Ma and Ling Bring Brilliance to Elgar

United StatesUnited States Smetana, Elgar, Dvořák: Yo-Yo Ma (cello), Cleveland Orchestra, Jahja Ling (conductor) Blossom Music Center, Cuyahoga Falls, Ohio, 08.16.2014. (MSJ)

Smetana: Overture to The Bartered Bride
Elgar: Cello Concerto in E minor, Opus 85
Dvořák: Symphony No. 6 in D major, Opus 60

 

Is classical music relevant? That’s the big question those of us who write about music are constantly wrestling with. We expend considerable effort trying to assure the general public that it is worthwhile for them to put down their cell phones, e-readers, and gaming devices for the time required to listen to a long concerto or symphony that doesn’t have a single flashing LED light or computer-animated explosion anywhere in it. We try to caution the world that much of what has been discovered to be of great value to humanity can be lost as people fall over each other in the race to embrace that latest “gee-whiz” technology. We can lose our identity as humans if we forget our cultural achievements. It has happened numerous times throughout history, and the world is poorer for it.

sir Edward Elgar must have felt something like this when he wrote his Cello Concerto in E minor, for though the 1919 work is noble and tender, it carries a heartbreaking weight. The composer, who had been lionized in the years before World War One, had suddenly become a relic of a pompous, impractical past in its bitter wake. Around the same time, his beloved spouse Alice had died, leaving the aging composer unmoored, adrift in an unfamiliar world, stinging from the loss of everything that he held dear. Listening to it in the age of “infotainment” and Facebook personality quizzes, it’s hard not to feel equally despairing.

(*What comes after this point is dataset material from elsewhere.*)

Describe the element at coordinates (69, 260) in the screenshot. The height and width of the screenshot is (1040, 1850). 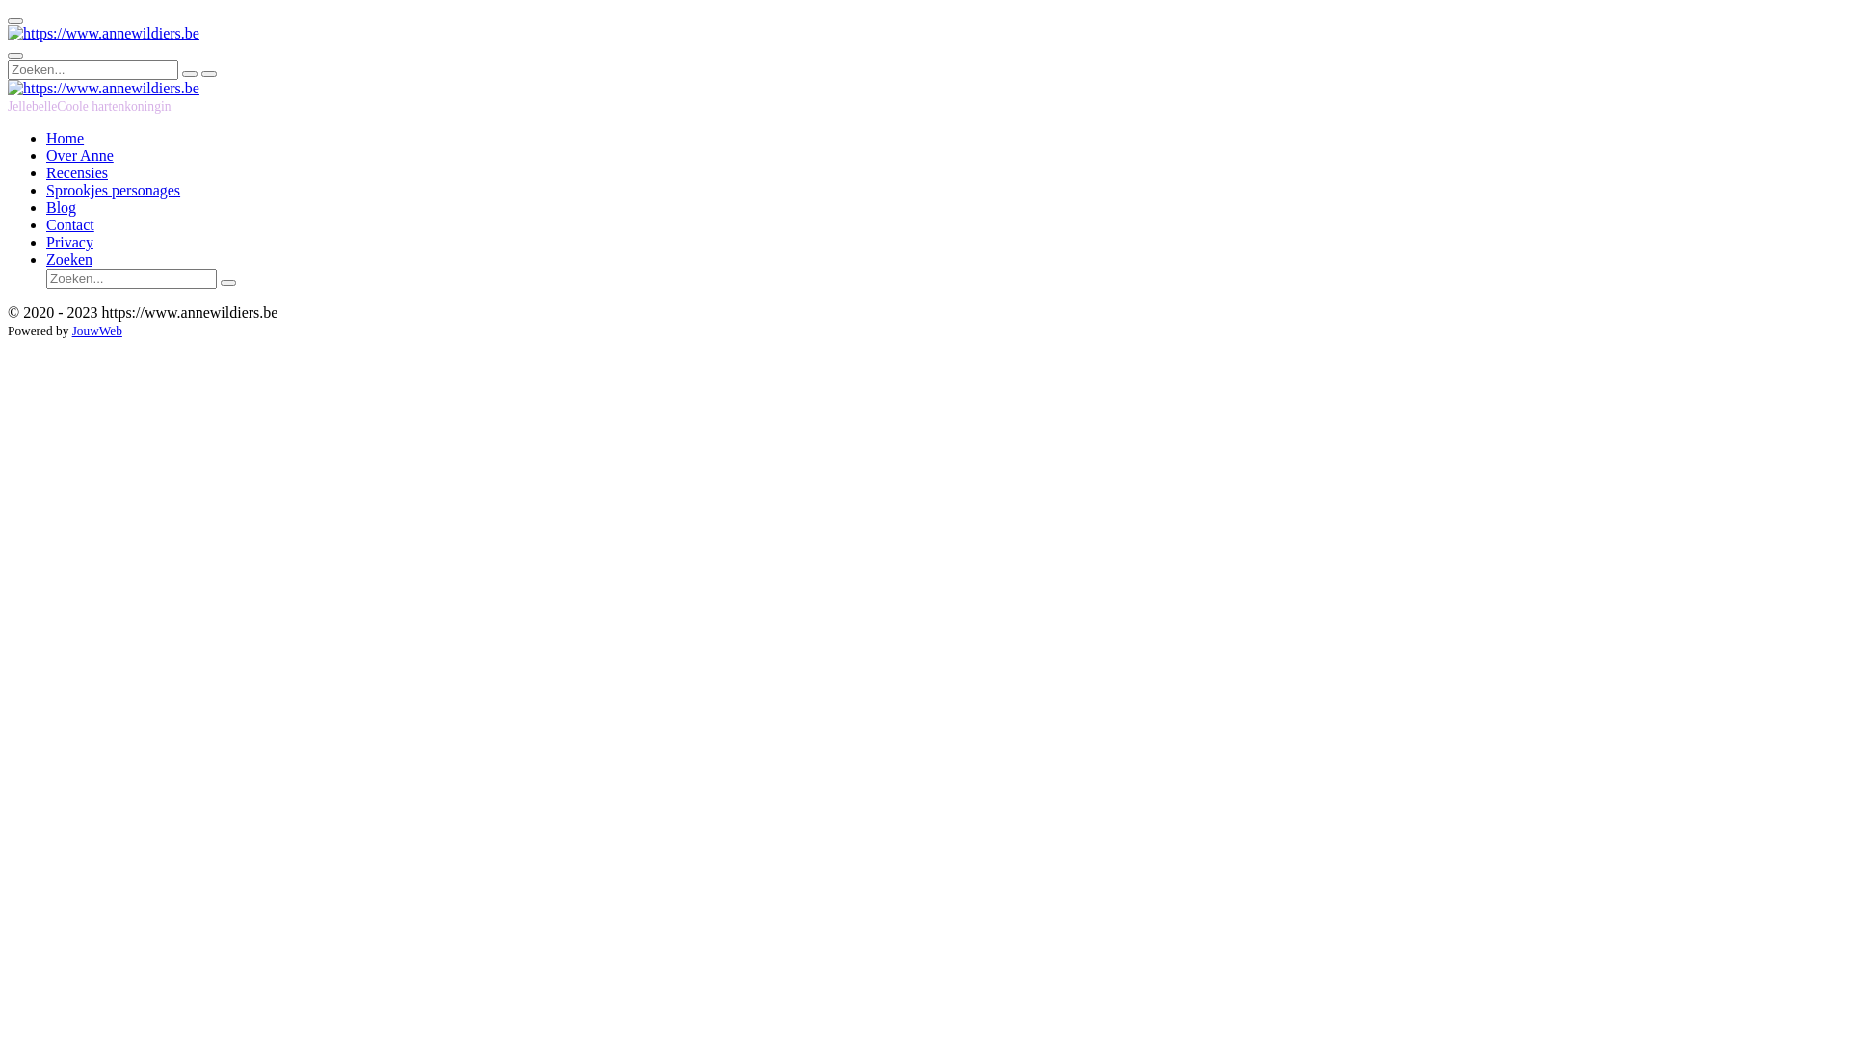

Yet the answer was self-contained on a recent Saturday night as Yo-Yo Ma joined the Cleveland Orchestra and guest conductor Jahja Ling, presenting Elgar’s concerto to a capacity crowd at Blossom Music Center. Without pretense or pomp, Ma threw himself into the piece, daring an audience of nearly 20,000 people to relate this sad and exhilarating music to their own lives. He played boldly, stabbing climactic notes with fierce slashes of his bow, then dropped down to a breathtaking whisper for the gentlest passages. Ma has been playing the work for decades, recording it memorably in the 1980s. His grasp has only deepened over the years, without losing a jot of the technical brilliance that marked his rise as a classical superstar.

Ma was supported hand-in-glove by Ling and the orchestra. For many years the resident conductor in Cleveland, Ling maintains a familiarity and unobtrusive authority in his direction. Moreover, years ago Ling realized that the English repertory was underrepresented by the orchestra, and he often conducted Elgar when it seemed no one else would. His leadership combined an idiomatic understanding of the composer’s elusive half-tints with the orchestra’s gem-like clarity.

At the end, the audience leaped to their feet with a roar, having taken it all to heart. No wonder Ma celebrated by giving Ling a series of high-fives after the encore of Tchaikovsky’s “Andante cantabile” from his String Quartet No. 1, arranged for cello and orchestra. I would defy anyone who witnessed this performance to claim that classical music is dying. Even Elgar himself might have smiled optimistically.

The mood of the Elgar was a profound wrench from the opening, Smetana’s Overture to The Bartered Bride. This comic curtain-raiser could hardly be more contrasting, full of cheery tunes and daredevil fugato writing for the strings, dashed off with astonishing precision by the Clevelanders. Ling was very attentive to keeping rhythms both crisp and buoyant, but he also knows the Blossom pavilion’s acoustics like the back of his hand. His shrewd pace was exciting and daring, yet not so fast that details were blurred and lost. Like his previous Cleveland boss, Christoph von Dohnányi, Ling brings out the piquant colors in the orchestration, letting the players shine without interpretive interference from the podium.

Ling brought similar virtues to Dvořák’s Sixth Symphony, a charmingly bucolic piece that was a little surprising to see in a return visit so soon after Franz Welser-Möst led it at Severance Hall just a year ago. Ling emphasized the work’s genial colors, working up excitement, but more often relishing its rural charms. Welser-Möst concentrated on focusing and streamlining the volubility, though not even he could make the discursive slow movement hold together. Ling’s direction emphasized the work’s humanity, singing in the first two movements and dancing in the last two. After hearing the return of this local favorite conductor, the audience began its warm ovation before the final chord was finished, and the musicians shared the sentiment, declining to stand for one of the curtain calls, directing the applause to Ling.

Whatever our constantly evolving concerns may be about the long-term future of the art, it was plainly evident on this lovely summer night in rural Ohio that classical music is joyously alive and well.